Two-Tier Justice From The 1990s
In my previous article, I debunked the ludicrous claim of the far left that two-tier policing/two-tier justice is something that affects them detrimentally rather than the so-called far right. This is arrant nonsense. Two-tier justice is something that goes back a long way, and below is just one example from the 1990s.
This is a photocopy of the front page of the Class War newspaper for February/March 1995. It contains a clear incitement to murder a number of senior judges. When I sent this to the Metropolitan Police, David Veness commented that “there was no direct threat to any named person and, therefore it was not actionable”.
At that time, Veness was an Assistant Commissioner; he went on to work for the United Nations.
Read that passage again: “there was no direct threat to any named person and, therefore it was not actionable”.
Was he serious? This newspaper and other left wing rags were full of similar attacks on the rich and famous; one contained what can only be described as a direct incitement to murder Michael Portillo, then a senior Conservative MP. He appeared totally unconcerned, and so did the police.
By contrast, many members of far right organisations have been dragged into court and even jailed for publishing at times totally innocuous material including cartoons. This is something that pre-dated the 1990s.
Here is another, somewhat milder example from the 1970s.
This is the rhetoric of the extreme left and always has been; they want to smash institutions, smash property and smash people. Often they have done so, with little in the way of retribution from the state. One can argue why this should be the case, but no reasonable person can dispute that it is so.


WORK REQUEST —
Word for word, set down the entries below.

[[ MATERIAL FOR THIS TASK, beginning ]]

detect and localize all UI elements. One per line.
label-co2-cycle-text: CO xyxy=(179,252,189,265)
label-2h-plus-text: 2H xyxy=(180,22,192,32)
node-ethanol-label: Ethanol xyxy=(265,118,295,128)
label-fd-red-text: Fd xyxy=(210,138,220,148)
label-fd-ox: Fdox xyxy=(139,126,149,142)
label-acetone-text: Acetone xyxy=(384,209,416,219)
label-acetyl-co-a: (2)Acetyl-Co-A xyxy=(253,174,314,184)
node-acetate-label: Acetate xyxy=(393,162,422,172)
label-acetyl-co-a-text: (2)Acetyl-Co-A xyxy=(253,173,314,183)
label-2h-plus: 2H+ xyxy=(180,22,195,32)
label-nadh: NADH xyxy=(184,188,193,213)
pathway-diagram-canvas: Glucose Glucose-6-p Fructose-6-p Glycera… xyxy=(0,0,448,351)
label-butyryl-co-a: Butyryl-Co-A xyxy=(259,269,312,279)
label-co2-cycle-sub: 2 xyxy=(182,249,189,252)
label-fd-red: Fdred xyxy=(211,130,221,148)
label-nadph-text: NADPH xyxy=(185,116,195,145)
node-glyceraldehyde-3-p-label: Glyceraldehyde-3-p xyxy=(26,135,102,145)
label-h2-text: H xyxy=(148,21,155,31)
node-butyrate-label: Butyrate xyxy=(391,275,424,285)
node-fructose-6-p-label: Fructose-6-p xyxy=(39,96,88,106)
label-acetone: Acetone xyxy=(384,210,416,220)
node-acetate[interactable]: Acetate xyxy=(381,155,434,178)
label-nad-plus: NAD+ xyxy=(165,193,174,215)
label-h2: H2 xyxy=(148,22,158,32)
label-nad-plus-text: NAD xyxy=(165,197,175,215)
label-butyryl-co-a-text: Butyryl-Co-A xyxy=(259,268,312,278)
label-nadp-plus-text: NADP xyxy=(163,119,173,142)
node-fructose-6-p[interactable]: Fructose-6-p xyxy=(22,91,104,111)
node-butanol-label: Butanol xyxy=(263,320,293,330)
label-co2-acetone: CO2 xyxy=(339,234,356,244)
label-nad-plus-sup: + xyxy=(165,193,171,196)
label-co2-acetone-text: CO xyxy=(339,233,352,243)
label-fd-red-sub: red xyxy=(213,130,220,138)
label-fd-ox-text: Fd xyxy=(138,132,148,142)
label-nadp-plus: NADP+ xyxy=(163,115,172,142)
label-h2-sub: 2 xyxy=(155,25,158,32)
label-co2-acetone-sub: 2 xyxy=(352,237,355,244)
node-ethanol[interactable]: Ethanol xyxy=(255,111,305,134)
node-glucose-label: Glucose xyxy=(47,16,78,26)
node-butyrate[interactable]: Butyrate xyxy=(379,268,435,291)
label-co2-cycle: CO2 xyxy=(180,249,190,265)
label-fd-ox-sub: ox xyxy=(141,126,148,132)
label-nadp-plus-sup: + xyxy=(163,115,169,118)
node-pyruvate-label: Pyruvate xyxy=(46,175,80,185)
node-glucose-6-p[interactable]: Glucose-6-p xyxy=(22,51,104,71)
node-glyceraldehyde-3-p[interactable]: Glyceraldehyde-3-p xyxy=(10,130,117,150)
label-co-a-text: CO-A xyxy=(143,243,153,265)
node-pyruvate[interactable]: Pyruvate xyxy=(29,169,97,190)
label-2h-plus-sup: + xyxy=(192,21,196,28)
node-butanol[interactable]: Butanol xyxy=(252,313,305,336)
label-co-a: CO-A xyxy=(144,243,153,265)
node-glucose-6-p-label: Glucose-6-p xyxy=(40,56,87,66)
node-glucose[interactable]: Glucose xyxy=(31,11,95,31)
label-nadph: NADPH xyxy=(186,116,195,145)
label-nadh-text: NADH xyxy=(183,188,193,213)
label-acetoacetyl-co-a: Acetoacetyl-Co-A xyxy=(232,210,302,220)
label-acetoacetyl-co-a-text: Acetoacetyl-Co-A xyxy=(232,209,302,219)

[[ MATERIAL FOR THIS TASK, end ]]

THE COMPLETED TASK —
detect and localize all UI elements. One per line.
label-co2-cycle-text: CO xyxy=(179,252,189,265)
label-2h-plus-text: 2H xyxy=(180,22,192,32)
node-ethanol-label: Ethanol xyxy=(265,118,295,128)
label-fd-red-text: Fd xyxy=(210,138,220,148)
label-fd-ox: Fdox xyxy=(139,126,149,142)
label-acetone-text: Acetone xyxy=(384,209,416,219)
label-acetyl-co-a: (2)Acetyl-Co-A xyxy=(253,174,314,184)
node-acetate-label: Acetate xyxy=(393,162,422,172)
label-acetyl-co-a-text: (2)Acetyl-Co-A xyxy=(253,173,314,183)
label-2h-plus: 2H+ xyxy=(180,22,195,32)
label-nadh: NADH xyxy=(184,188,193,213)
pathway-diagram-canvas: Glucose Glucose-6-p Fructose-6-p Glycera… xyxy=(0,0,448,351)
label-butyryl-co-a: Butyryl-Co-A xyxy=(259,269,312,279)
label-co2-cycle-sub: 2 xyxy=(182,249,189,252)
label-fd-red: Fdred xyxy=(211,130,221,148)
label-nadph-text: NADPH xyxy=(185,116,195,145)
node-glyceraldehyde-3-p-label: Glyceraldehyde-3-p xyxy=(26,135,102,145)
label-h2-text: H xyxy=(148,21,155,31)
node-butyrate-label: Butyrate xyxy=(391,275,424,285)
node-fructose-6-p-label: Fructose-6-p xyxy=(39,96,88,106)
label-acetone: Acetone xyxy=(384,210,416,220)
node-acetate[interactable]: Acetate xyxy=(381,155,434,178)
label-nad-plus: NAD+ xyxy=(165,193,174,215)
label-h2: H2 xyxy=(148,22,158,32)
label-nad-plus-text: NAD xyxy=(165,197,175,215)
label-butyryl-co-a-text: Butyryl-Co-A xyxy=(259,268,312,278)
label-nadp-plus-text: NADP xyxy=(163,119,173,142)
node-fructose-6-p[interactable]: Fructose-6-p xyxy=(22,91,104,111)
node-butanol-label: Butanol xyxy=(263,320,293,330)
label-co2-acetone: CO2 xyxy=(339,234,356,244)
label-nad-plus-sup: + xyxy=(165,193,171,196)
label-co2-acetone-text: CO xyxy=(339,233,352,243)
label-fd-red-sub: red xyxy=(213,130,220,138)
label-fd-ox-text: Fd xyxy=(138,132,148,142)
label-nadp-plus: NADP+ xyxy=(163,115,172,142)
label-h2-sub: 2 xyxy=(155,25,158,32)
label-co2-acetone-sub: 2 xyxy=(352,237,355,244)
node-ethanol[interactable]: Ethanol xyxy=(255,111,305,134)
node-glucose-label: Glucose xyxy=(47,16,78,26)
node-butyrate[interactable]: Butyrate xyxy=(379,268,435,291)
label-co2-cycle: CO2 xyxy=(180,249,190,265)
label-fd-ox-sub: ox xyxy=(141,126,148,132)
label-nadp-plus-sup: + xyxy=(163,115,169,118)
node-pyruvate-label: Pyruvate xyxy=(46,175,80,185)
node-glucose-6-p[interactable]: Glucose-6-p xyxy=(22,51,104,71)
node-glyceraldehyde-3-p[interactable]: Glyceraldehyde-3-p xyxy=(10,130,117,150)
label-co-a-text: CO-A xyxy=(143,243,153,265)
node-pyruvate[interactable]: Pyruvate xyxy=(29,169,97,190)
label-2h-plus-sup: + xyxy=(192,21,196,28)
node-butanol[interactable]: Butanol xyxy=(252,313,305,336)
label-co-a: CO-A xyxy=(144,243,153,265)
node-glucose-6-p-label: Glucose-6-p xyxy=(40,56,87,66)
node-glucose[interactable]: Glucose xyxy=(31,11,95,31)
label-nadph: NADPH xyxy=(186,116,195,145)
label-nadh-text: NADH xyxy=(183,188,193,213)
label-acetoacetyl-co-a: Acetoacetyl-Co-A xyxy=(232,210,302,220)
label-acetoacetyl-co-a-text: Acetoacetyl-Co-A xyxy=(232,209,302,219)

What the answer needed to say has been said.